Physiological and Morphological Changes Over the Past 50 Years in Yield Components in Tomato

Physiological and Morphological Changes Over the Past 50 Years in Yield Components in Tomato

Tadahisa Higashide and Ep Heuvelink

Horticultural Supply Chains Group, Wageningen University, Marijkeweg 22, 6709 PG Wageningen, The Netherlands

Citation

Higashide, T., & Heuvelink, E. (2009).Physiological and Morphological Changes Over the Past 50 Years in Yield Components in Tomato . Journal of the American Society for Horticultural Science134(4), 460-465.

Background

Greenhouse tomato yield in The Netherlands has more than doubled since the 1980s. This increase is caused by environmental effects such as greenhouse and controlled environment production practices and improved cultivation techniques. In addition to production environment improvements there are genetic effects that positively influence performance that are attributable to breeding efforts.

The aim of this research was to investigate whether  tomato cultivars that were released between 1950 and 2000 show an increasing trend in the trait “yield” which is an aggregate of many traits that are influenced by plant morphology and plant physiology.

Experimental Design

Eight Dutch tomato cultivars [Moneymaker (release in 1950), Premier (1960), Extase (1960), Sonatine (1975), Calypso (1982), Liberto (1988), Gourmet (1991), and Encore (2002)] and one Japanese cultivar [Momotaro Fight (2001)] were tested in a randomized complete block design with each cultivar (genetic treatment) occuring in each block randomly. Two blocks were tested under the same environmental conditions to account for spatial variation. All cultivars were indeterminate type and had medium–large round fruit. Plants were measured destructively and non-destructively for various morphological and physiological traits that are considered to be components of yield.

Results

An increase in tomato yield because of breeding efforts was not caused by an improvement in resource partitioning to the fruit but by an improvement in resource partitioning to vegetative characteristics that resulted in higher dry matter. This increase in vegetative dry matter production was caused by higher light use efficiency and is influenced by tomato morphology and architecture. This result is consistent with previous studies in maize (Hay, 1995).

The leaf photosynthetic rate of the modern cultivars increased proportionally to light use efficiency indicating that there is a positive relationship between light use efficiency and leaf photosynthetic rate. Light use efficiency and leaf photosynthetic physiological traits were indirectly selected for over the course of 50 years as a product of selecting and releasing cultivars that had the highest yield. Yield an aggregate trait of many physiological and morphological characteristics. A more detailed study of leaf photosynthetic rate would need to be done to clarify the cause of its increase over the 50 years of variety release.

Yield of the Japanese cultivar was significantly lower than the other Dutch cultivars. This is likely because breeding objectives of Japanese cultivars are geared more toward quality instead of yield. Soluble solids in the Japanese cultivar was significantly higher than the dutch cultivars.

We can use this knowledge to inform future breeding efforts

Yield as we measure it is an aggregate of many components (Figure 2). From the results of this study we know that all components of yield do not contribute to yield improvement equally. We can optimize future breeding efforts to improve morphological and physiological characteristics that directly improve performance of a variety measured as yield. Focusing on yield components that are directly proportional to variety performance measured as yield could  improve our ability to map regions of the genome that are associated with specific morphological and physiological traits to determine the genetic basis of yield. To better implement morphological and physiological traits resulting in measurable yield increase into a breeding program seed companies would need to develop  high throughput phenotyping techniques as many of these measurements are not cost effective in larger population sizes.

Literature cited

Hay, R.K.M. 1995. Harvest index: A review of its use in plant breeding and crop physiology. Ann. Appl. Biol. 126:197–216.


— To do —
The response must contain every line from the records below that has "screenshot".

— Figure record listings —
--------------------------------
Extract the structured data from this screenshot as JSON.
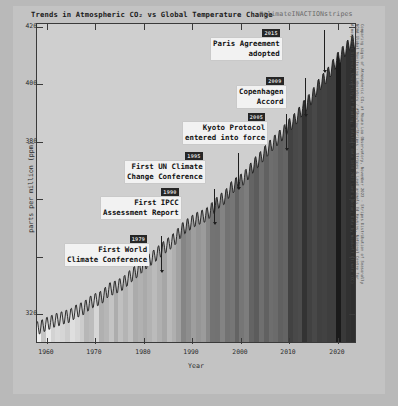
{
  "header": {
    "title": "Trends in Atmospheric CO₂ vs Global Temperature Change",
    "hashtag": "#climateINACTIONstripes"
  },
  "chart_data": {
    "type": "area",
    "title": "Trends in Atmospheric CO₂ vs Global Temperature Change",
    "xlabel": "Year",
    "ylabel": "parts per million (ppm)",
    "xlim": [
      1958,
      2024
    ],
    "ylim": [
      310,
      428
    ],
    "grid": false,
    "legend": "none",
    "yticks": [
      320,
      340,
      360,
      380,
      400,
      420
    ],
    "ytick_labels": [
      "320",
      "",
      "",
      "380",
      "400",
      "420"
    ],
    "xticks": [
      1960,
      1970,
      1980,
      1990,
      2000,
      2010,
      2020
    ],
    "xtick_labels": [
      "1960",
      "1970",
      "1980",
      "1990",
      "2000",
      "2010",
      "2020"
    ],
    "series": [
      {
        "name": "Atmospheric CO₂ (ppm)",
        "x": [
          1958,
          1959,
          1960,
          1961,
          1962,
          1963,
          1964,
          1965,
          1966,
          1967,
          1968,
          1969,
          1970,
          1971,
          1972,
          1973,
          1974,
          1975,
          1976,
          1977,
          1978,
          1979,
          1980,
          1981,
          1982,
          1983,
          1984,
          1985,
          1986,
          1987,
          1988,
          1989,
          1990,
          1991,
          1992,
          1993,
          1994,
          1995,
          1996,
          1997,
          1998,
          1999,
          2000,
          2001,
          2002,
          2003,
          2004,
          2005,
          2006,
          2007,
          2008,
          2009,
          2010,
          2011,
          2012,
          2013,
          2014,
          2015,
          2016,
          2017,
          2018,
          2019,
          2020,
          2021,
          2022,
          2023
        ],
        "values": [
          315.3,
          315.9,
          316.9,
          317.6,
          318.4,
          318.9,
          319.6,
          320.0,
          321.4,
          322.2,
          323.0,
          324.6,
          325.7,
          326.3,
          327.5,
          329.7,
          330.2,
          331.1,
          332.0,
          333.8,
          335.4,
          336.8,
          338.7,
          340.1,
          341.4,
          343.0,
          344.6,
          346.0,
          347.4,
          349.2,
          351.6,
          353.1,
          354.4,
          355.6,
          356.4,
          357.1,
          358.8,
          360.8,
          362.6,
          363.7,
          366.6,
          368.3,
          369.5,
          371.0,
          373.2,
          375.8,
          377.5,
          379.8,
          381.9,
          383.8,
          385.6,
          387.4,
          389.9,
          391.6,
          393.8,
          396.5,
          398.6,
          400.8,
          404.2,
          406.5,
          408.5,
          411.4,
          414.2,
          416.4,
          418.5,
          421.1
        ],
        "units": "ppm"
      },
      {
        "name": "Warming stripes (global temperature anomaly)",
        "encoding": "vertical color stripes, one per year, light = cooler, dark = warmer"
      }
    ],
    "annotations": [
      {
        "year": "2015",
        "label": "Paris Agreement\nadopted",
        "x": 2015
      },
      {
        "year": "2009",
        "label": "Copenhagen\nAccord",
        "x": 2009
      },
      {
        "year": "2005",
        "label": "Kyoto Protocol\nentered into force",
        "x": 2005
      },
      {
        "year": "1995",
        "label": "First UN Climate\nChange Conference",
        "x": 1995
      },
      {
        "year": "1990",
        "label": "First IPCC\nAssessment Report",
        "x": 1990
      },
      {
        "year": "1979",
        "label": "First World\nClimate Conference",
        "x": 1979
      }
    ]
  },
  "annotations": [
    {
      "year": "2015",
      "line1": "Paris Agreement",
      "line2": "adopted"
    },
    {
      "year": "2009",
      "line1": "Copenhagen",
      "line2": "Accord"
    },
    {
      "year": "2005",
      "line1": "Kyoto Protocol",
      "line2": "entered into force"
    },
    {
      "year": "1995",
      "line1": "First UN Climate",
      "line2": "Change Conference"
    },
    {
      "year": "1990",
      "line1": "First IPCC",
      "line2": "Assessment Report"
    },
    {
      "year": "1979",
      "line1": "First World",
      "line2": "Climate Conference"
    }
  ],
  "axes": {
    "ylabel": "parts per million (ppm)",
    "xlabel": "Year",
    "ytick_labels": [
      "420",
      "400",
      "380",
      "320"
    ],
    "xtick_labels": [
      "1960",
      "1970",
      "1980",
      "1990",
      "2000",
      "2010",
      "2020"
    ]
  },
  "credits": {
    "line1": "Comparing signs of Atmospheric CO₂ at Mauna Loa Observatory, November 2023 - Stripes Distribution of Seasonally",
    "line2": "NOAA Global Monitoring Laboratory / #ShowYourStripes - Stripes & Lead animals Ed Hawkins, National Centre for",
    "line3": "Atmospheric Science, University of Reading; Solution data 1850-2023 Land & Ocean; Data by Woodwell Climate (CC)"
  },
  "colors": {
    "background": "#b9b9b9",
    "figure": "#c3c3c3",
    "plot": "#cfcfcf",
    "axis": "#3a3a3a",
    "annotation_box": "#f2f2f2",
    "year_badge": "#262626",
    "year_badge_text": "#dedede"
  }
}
--------------------------------
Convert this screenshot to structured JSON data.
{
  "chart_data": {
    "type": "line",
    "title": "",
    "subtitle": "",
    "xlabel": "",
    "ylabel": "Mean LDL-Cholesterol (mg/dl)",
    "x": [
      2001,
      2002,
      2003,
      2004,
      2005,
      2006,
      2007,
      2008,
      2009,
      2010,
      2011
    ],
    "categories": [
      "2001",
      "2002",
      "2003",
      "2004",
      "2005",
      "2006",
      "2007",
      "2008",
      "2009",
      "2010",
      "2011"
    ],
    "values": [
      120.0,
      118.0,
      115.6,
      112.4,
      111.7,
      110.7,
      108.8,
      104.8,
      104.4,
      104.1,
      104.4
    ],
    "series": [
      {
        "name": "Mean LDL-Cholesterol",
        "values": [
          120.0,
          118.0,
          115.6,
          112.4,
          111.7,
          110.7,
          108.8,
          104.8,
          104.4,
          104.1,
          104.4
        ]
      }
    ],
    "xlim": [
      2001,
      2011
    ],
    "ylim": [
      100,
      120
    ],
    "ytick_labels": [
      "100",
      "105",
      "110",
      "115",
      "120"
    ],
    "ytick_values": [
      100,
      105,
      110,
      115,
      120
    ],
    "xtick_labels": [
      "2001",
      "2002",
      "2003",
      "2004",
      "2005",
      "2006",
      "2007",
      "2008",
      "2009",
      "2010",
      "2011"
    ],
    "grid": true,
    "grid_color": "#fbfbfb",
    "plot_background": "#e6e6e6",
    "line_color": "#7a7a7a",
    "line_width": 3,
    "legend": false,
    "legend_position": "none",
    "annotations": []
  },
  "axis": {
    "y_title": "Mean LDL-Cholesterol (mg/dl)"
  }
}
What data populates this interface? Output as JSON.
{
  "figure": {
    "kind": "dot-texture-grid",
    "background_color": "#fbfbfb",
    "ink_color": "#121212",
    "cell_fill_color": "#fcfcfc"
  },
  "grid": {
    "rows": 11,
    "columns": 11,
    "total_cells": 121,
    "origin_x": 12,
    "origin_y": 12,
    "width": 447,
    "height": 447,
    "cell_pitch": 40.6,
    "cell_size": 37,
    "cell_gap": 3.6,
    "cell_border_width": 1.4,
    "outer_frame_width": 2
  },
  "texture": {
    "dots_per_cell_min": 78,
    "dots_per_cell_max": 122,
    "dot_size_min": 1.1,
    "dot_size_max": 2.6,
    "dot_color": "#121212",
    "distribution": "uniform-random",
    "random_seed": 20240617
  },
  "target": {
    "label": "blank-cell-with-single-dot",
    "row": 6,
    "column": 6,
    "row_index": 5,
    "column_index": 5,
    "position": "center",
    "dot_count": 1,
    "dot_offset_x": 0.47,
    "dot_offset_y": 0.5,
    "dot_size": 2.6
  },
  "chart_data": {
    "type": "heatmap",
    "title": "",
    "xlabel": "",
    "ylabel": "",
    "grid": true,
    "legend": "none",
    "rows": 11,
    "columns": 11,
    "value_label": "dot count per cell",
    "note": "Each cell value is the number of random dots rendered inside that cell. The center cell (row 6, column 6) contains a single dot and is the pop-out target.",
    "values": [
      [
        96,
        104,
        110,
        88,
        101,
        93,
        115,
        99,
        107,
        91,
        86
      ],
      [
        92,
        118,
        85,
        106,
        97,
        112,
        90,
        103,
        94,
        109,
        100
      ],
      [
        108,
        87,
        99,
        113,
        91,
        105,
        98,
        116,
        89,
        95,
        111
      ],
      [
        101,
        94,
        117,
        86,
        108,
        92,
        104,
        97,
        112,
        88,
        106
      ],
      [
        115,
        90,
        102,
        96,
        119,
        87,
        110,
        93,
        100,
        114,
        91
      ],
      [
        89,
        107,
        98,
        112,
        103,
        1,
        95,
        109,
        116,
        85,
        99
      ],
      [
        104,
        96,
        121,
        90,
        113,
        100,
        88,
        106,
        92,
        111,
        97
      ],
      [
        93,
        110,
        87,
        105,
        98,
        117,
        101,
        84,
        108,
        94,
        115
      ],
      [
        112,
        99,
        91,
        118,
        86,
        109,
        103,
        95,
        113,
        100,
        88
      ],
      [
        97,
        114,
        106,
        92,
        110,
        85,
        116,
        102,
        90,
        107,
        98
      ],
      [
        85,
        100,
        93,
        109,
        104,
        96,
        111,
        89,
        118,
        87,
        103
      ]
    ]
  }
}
--------------------------------
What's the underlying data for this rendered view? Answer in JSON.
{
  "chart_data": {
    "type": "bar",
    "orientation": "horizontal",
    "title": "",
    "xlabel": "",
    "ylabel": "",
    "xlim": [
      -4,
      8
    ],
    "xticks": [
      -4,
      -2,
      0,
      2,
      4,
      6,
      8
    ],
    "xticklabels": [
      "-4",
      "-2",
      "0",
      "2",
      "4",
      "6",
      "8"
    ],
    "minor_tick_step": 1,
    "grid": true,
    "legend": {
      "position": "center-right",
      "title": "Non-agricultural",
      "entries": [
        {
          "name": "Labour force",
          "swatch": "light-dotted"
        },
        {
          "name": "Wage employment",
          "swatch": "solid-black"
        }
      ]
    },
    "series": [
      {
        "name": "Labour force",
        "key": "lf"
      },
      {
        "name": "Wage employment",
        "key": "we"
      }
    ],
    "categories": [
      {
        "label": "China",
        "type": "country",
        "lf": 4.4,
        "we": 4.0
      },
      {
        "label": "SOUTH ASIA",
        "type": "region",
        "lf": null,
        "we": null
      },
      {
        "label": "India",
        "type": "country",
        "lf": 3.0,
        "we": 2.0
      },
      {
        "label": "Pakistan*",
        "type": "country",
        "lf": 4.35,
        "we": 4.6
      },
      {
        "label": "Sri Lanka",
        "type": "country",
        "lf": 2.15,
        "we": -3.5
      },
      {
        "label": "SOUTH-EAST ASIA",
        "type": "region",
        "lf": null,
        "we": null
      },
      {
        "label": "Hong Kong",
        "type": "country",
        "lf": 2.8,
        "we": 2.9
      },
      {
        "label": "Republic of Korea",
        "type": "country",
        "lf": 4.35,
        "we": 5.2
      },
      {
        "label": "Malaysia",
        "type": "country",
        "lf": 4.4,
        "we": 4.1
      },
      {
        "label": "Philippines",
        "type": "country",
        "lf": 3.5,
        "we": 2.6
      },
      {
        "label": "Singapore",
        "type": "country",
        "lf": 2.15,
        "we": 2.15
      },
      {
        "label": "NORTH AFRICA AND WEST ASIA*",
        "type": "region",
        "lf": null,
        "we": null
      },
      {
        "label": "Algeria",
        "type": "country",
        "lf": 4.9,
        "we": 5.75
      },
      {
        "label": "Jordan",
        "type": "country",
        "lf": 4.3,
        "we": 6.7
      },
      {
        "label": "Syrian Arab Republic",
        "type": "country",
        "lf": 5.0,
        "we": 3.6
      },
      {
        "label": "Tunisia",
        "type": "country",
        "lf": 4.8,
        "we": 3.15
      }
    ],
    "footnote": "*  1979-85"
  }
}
--------------------------------
— Answer to this task —
Extract the structured data from this screenshot as JSON.
Convert this screenshot to structured JSON data.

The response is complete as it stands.